Unlike Tilda, Ben wasn’t hopping.Or smiling.Or even speaking.
 
 He looked… cautious.Concerned.The lines around his eyes had deepened, and his mouth was tight as he looked between her and Ramzi.
 
 “You proposed?”he asked, his voice low and even.
 
 Oh no.
 
 The bottom dropped out of her stomach.
 
 Ofcourseher dad would see through this.He knew her too well.This was the worst possible way to reveal the “engagement.”She should have waited—taken the ring off, eased into it all with a calm explanation,planned.
 
 But the ring… It had felt so perfect on her hand.
 
 And now?
 
 Now, the neighbors were watching.
 
 Mrs.Harmon across the street had stopped mid-watering her roses, garden hose forgotten in her hand.Mr.Dobbins, two doors down, was “checking the mail,” even though everyone knew he got his mail after dinner.And Carol-Anne—sweet, relentless, gossip-loving Carol-Anne—was already snapping photos from behind her azaleas.
 
 The Hendersonville rumor mill wasn’t a mill.
 
 It was a damnrocket launcher.
 
 “Dad, I know you would have preferred Ramzi to—”
 
 “I’ve got this, Tabitha,” Ramzi interrupted gently.
 
 He turned to her father, his expression cool and serious.“Mr.Jones, may I have a private word with you?”
 
 Ben looked at his daughter, then back to Ramzi, studying him.
 
 “Of course,” he said after a pause.He turned and started toward the back of the house, toward his woodworking shed.
 
 Ramzi gave Tabitha a reassuring smile, then bent down and lifted her hand, brushing a kiss across her knuckles.
 
 “Relax, Tabby,” he said, voice teasing, using the nickname only her father ever used.“I’ve got this.”
 
 And just like that, he followed her father.
 
 Right around the house.
 
 With his security team trailing behind him.
 
 Three large, suited bodyguards… in small-town Hendersonville.
 
 Tabitha watched them disappear around the corner, horror bubbling in her chest.
 
 Oh, the neighbors were going tolovethis.
 
 “Tabitha!”her mother called from the porch.“Come inside.I baked cookies for the barbeque this afternoon.You can help me pack them up while you tell meeverythingabout how that gorgeous man of yours proposed.”
 
 Tabitha didn’t move.
 
 Telling her mother that her boss hadtossed her a ringlike a poker chip… wasn’t going to cut it.
 
 Not when Tilda Jones had waited years for this moment.
 
 With a silent groan, Tabitha turned toward the porch, bracing herself for a story she hadn’t yet figured out how to tell.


### TO DO
What's needed is an exact copy of the lines from the one that contains "Give me the detection coordinates for man." to the end of the data below, leaving the pictures out.

### MATERIAL FOR THIS EXERCISE
....

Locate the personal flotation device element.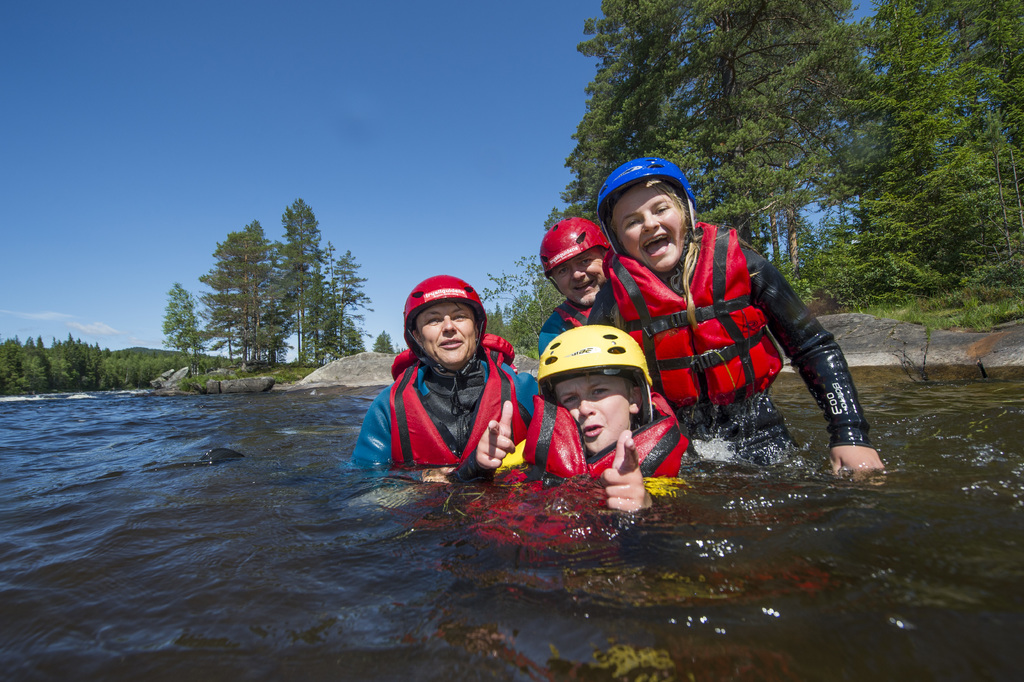
Element bbox: [left=383, top=324, right=520, bottom=531].
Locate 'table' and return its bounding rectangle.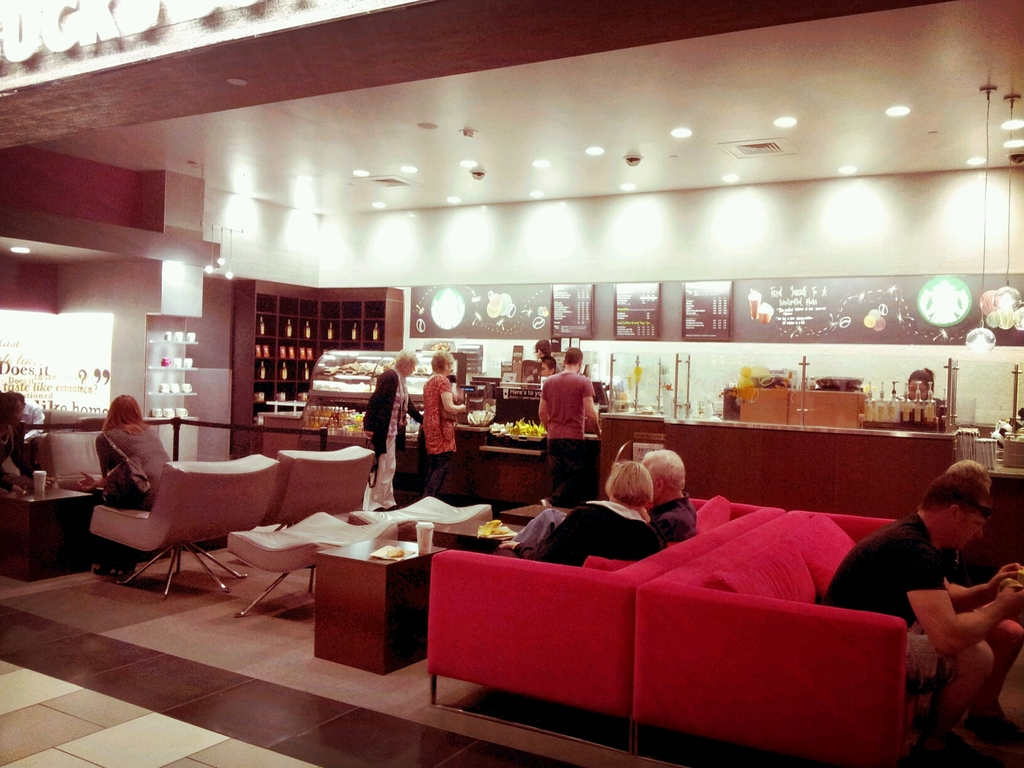
[312, 537, 447, 671].
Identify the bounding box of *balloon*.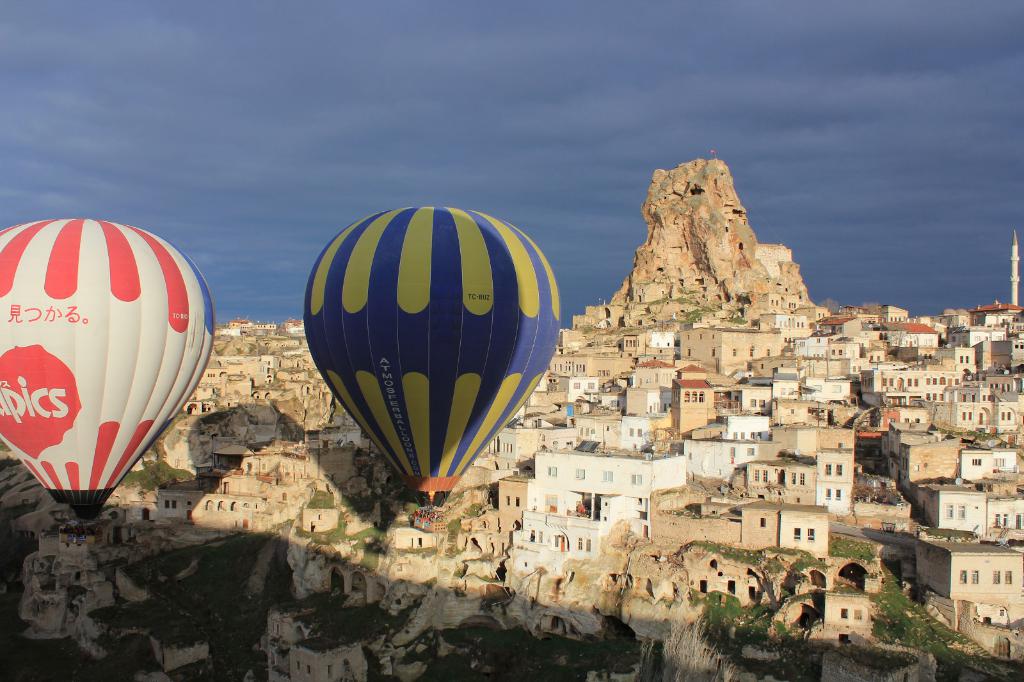
[303,203,564,509].
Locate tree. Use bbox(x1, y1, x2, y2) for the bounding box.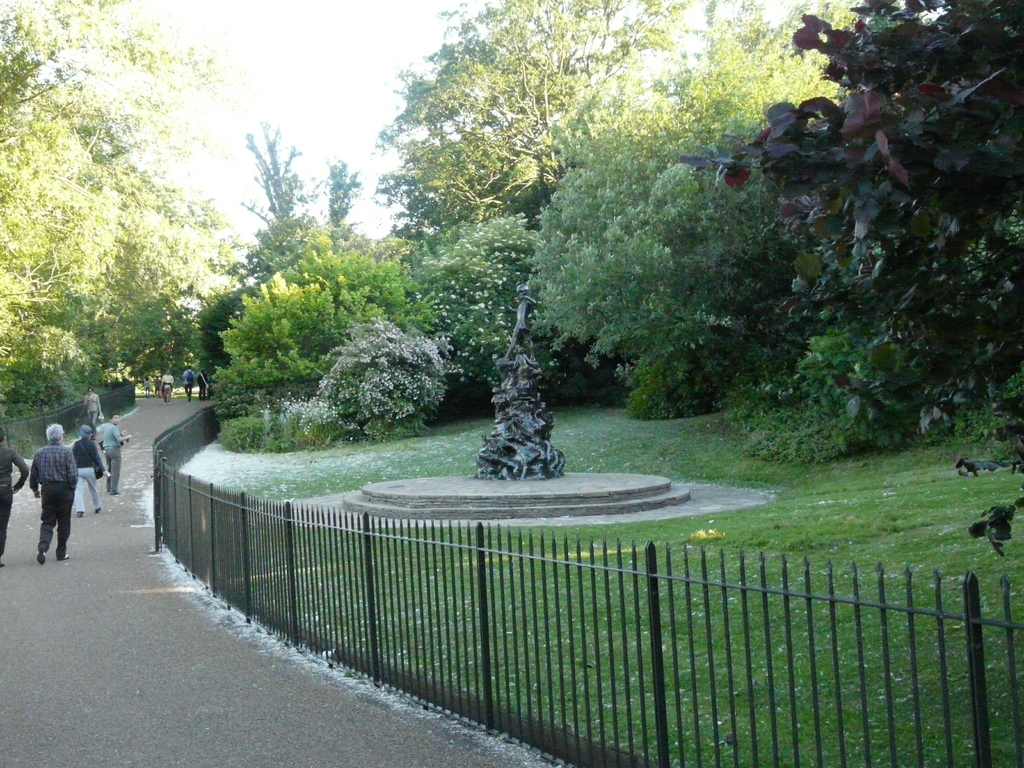
bbox(735, 316, 970, 470).
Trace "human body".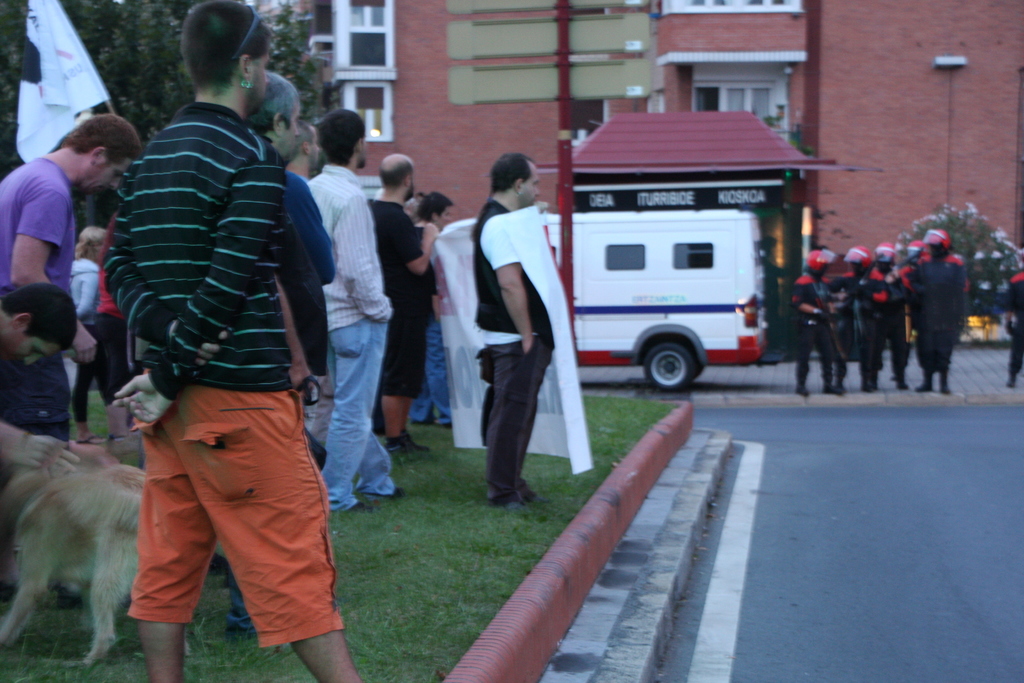
Traced to x1=72 y1=266 x2=127 y2=443.
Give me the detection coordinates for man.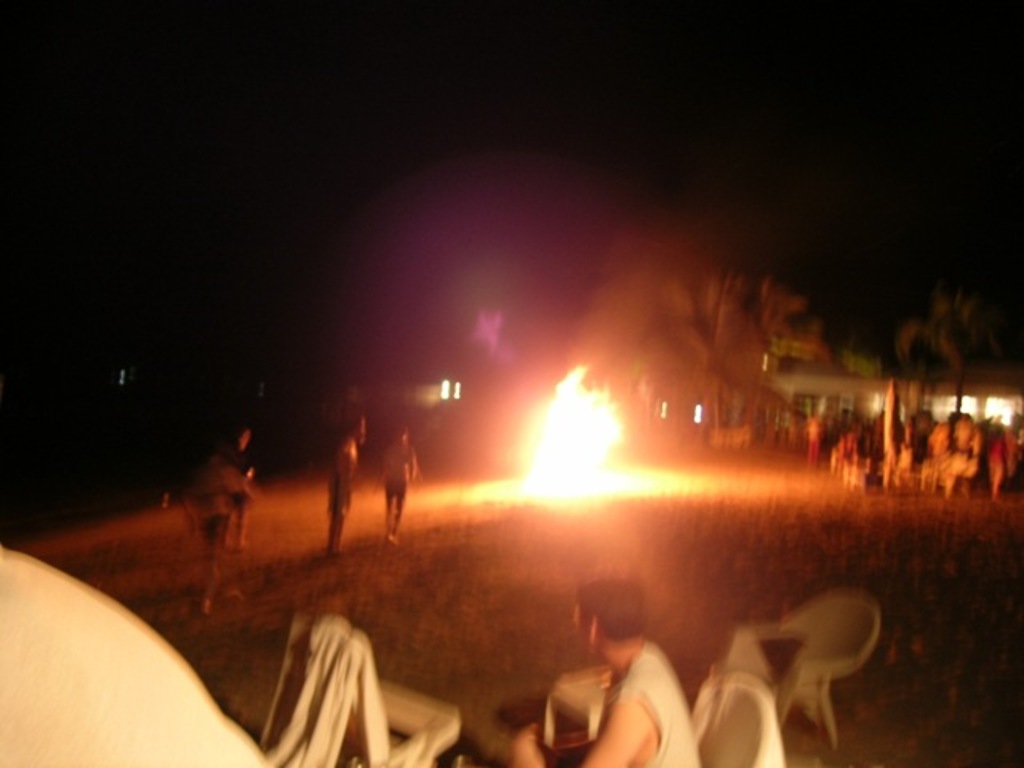
[x1=552, y1=595, x2=704, y2=767].
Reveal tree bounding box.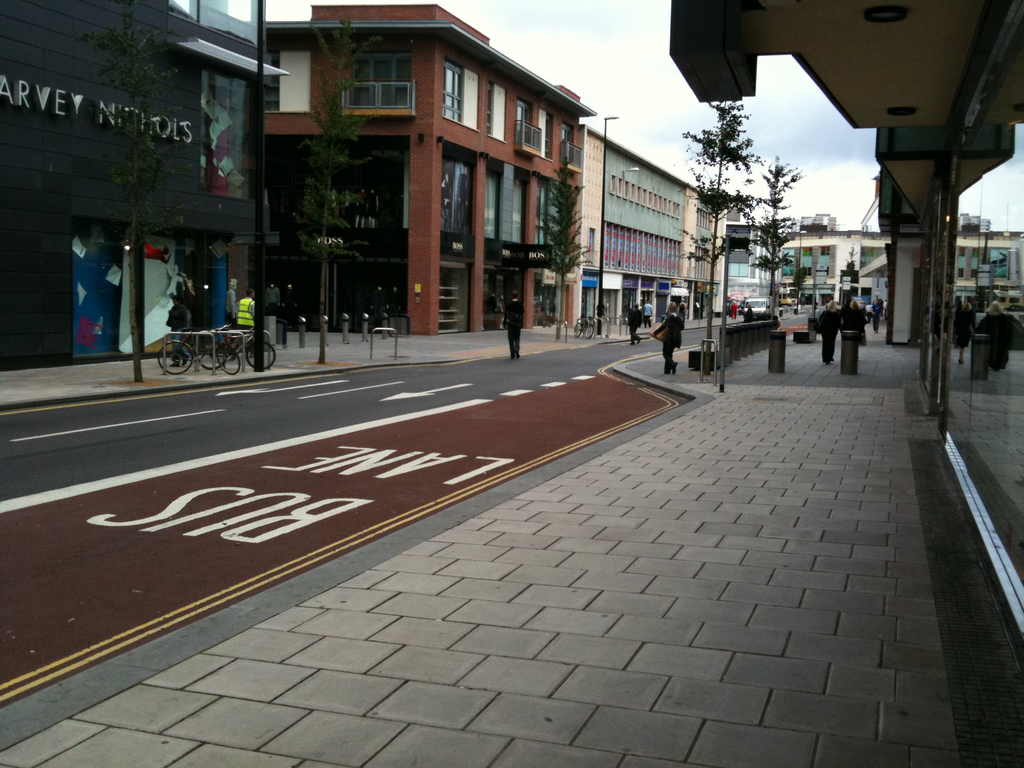
Revealed: left=751, top=157, right=803, bottom=305.
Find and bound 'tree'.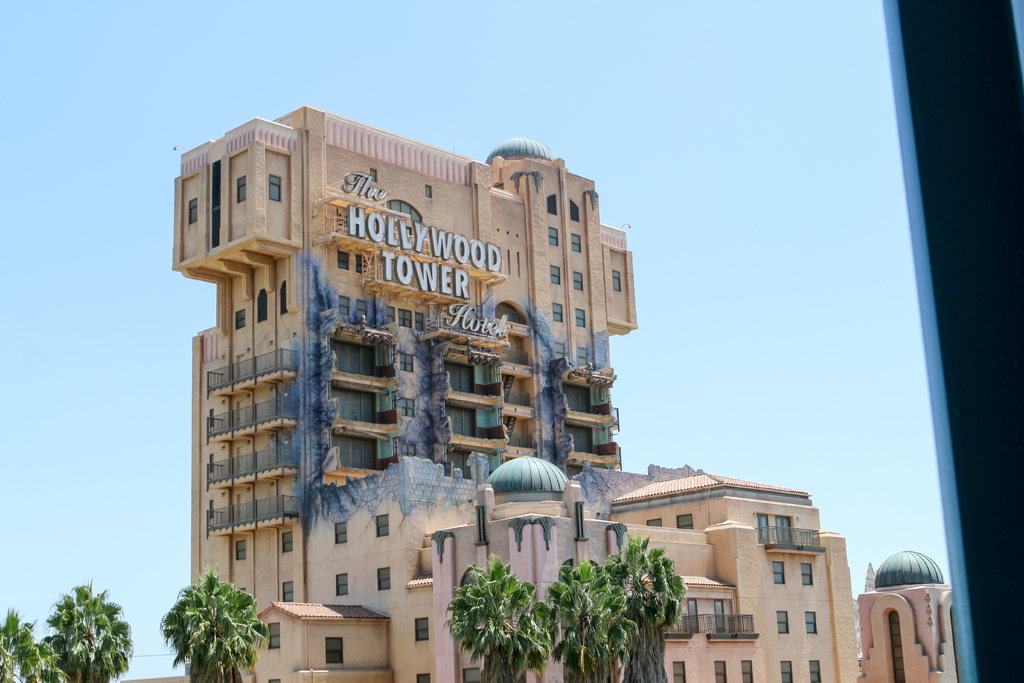
Bound: 440,555,561,682.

....

### RESULT OF THE EXERCISE
Give me the detection coordinates for man.
[x1=552, y1=595, x2=704, y2=767].
Reveal tree bounding box.
Revealed: left=751, top=157, right=803, bottom=305.
Find and bound 'tree'.
Bound: 440,555,561,682.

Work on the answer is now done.